The significance for Hyperliquid isn't that it's forcing it to start tokenized stocks from scratch, but rather that it adds regulatory scrutiny to its already progressing RWA (Real-Time Transactional) approach. On the Hyperliquid platform, trading of real-world assets such as stocks and pre-IPO assets has already begun to scale, and RWA open interest has reached new highs. If US regulators do indeed open a testing window for tokenized stocks, the demand for such on-chain transactions could be further amplified.
For Hyperliquid, the clearer the regulatory boundaries, the less resistance there will likely be to on-chain trading of real-world assets. Those more likely to benefit from incremental growth are not individual asset issuers, but rather platforms capable of handling order books, liquidity, and settlement. If tokenized stocks transition from a gray-area experiment to compliant growth, Hyperliquid's already established RWA business will not merely be an early attempt, but could become the main battleground for the next round of on-chain trading competition.
The fundamentals are still strengthening, but in the short term, the market has entered a battleground between bulls and bears.
The logic behind HYPE's rise is becoming clearer. ETFs are opening up access to compliant funds, the return of USDC brings potential incremental buybacks, and RWA, prediction markets, and tokenized stocks continue to broaden Hyperliquid's trading boundaries. These changes all point in the same direction— Hyperliquid is no longer just a Perp DEX, but is expanding into a larger on-chain trading system.

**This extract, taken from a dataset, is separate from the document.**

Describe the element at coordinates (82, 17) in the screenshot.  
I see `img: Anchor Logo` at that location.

However, the long-term logic holding true doesn't guarantee a continuous one-sided price increase in the short term. According to on-chain data, HYPE is currently experiencing a large-scale standoff between bullish and bearish whale, with the top two whale holding opposing positions, totaling over $60 million. The bulls are focused on Hyperliquid's future growth potential, while the bears are betting on a pullback after the rapid short-term price increase. As the size of whale positions grows, HYPE's short-term price may no longer be solely determined by fundamentals but will also be influenced by leverage liquidation, funding rates, and market sentiment.

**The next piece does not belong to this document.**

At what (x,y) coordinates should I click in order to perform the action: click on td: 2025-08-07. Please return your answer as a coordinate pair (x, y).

Therefore, the short-term price trend of HYPE is difficult to predict, and depends more on which side, the bulls or the bears, is forced out first. However, looking at the long term, HYPE's fundamentals remain promising for the market. Hyperliquid continues to expand its trading assets, funding sources, and revenue streams, and HYPE is playing a more central role as a value carrier in buybacks, staking, and fee capture.